Click here to follow The Advocate on Twitter. Page 1 of 1



More Online Only
  • Film Teen Spirit

    While Native American cultures have long honored people of integrated genders, a new documentary looks at a shocking hate crime against a two-gendered Colorado teenager.

  • Politicians L.A. Confidential

    What's it like to be 33, gay, and one of the most powerful people in America's second-largest city? Stressful, says Matt Szabo, the new deputy chief of staff to Los Angeles mayor Antonio Villaraigosa.

  • Commentary Love Bites for Twilight's Gay Fans

     

    Gay fanpires are sure to flock to New Moon, but with questions lingering about author Stephanie Meyer and the cash she gives to the Mormon Church, Mike Albo wonders if we'd be better off tying a clove of garlic around our necks.
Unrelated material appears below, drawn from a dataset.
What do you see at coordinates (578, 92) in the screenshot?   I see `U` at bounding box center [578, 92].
  • Youth Church Opens Doors for Homeless Gay Teens

    A church-turned-shelter for homeless youth in Queens, New York is a far cry from sleeping on the streets after a $200,000 renovation and a partnership with the Ali Forney Center for LGBT youth.

  • Music France's Latest Export

    He's opened for Britney and Katy Perry, kept Dita Von Teese company in the front row at Paris Fashion Week, and gets name-checked on Twitter by Lady Gaga, Miley Cyrus, and Sarah Silverman. So who the hell is Sliimy, anyway?
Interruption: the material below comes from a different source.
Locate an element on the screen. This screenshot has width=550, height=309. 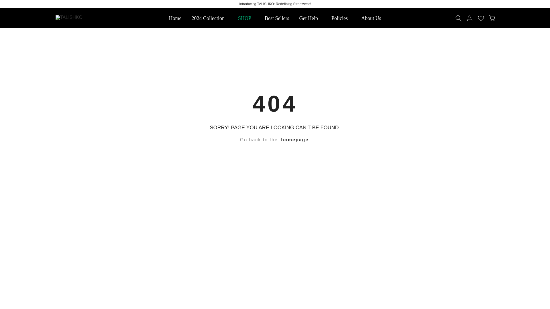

  • Marriage Equality Triumph in the Tar Heel State

    The loss of marriage equality in Maine was a major blow on Election Night, but down the coast in North Carolina there was an LGBT victory. Pam Spaulding talks to Chapel Hill's mayor-elect, Mark Kleinschmidt.

  • Theater Video Content Flag Puppet Masters

    When performance-art drag diva Joey Arias combines forces with master puppeteer Basil Twist, anything — no, seriously, anything — can happen.

  • News Softball With Oprah and Palin

     

    Dave White recaps as Oprah plays nice with Palin in her exclusive, personality-rehabbing interview. Topics include Katie Couric ("badgering"), Levi Johnston ("Ricky Hollywood"), and step class ("gee, it's fun").

  • News View From Washington: Frank Tells

    This week Congressman Barney Frank laid out a plan and a timetable for repealing "don't ask, don't tell..." and a reminder that he's been saying it would happen in 2010 from the beginning.

  • News Features Where's Mitrice?

     

    Mitrice Richardson is a 4.0 student, a former beauty pageant contestant, and a lesbian. She’s also been missing since September, and her family and girlfriend want answers. 


     

  • Theater Seat Filler

    The Advocate’s queen on the New York theater scene meets bisexual conjoined twins, pits Sienna Miller against Jude Law, tastes Cheyenne Jackson’s Rainbow, and saves up for a rainy day with Hugh Jackman.

  • Art Fairey Good 


    Controversial artist Shepard Fairey spends his creative capital to bring marriage equality back to California.

  • Film Crazy Like a Fox

    Hipster actor Jason Schwartzman gets schooled on his gay fans and the Hollywood closet and reveals why he’s never played a gay role.

  • Television Viki Victorious?

     

    Soap icon and six-time Emmy Award winner Erika Slezak talks about the trials and tribulation of playing Victoria Lord and her run for mayor, gay rights, and the sudden death that rocks Llanview.

  • Commentary Called to Serve

    The military continues to operate under the “don’t ask, don’t tell” policy, which even the Pentagon says is unsubstantiated. As General McChrystal asks for more troops in Afghanistan, one gay Navy vet offers his service to his country in spite of the policy that would deny him.

  • News Features Marriage Foe Tied to Pro-Gay Companies

    Ford Motor Co. and Reynolds American, two companies that receive consistently high marks from the HRC, have ties with Schubert Flint Public Affairs, the firm that was instrumental in defeating marriage equality in California and Maine.

     

  • News Features A Few Good Men

    In honor of Veteran's Day, two of the most famous gay vets -- Frank Kameny and Dan Choi -- share their letters from Uncle Sam.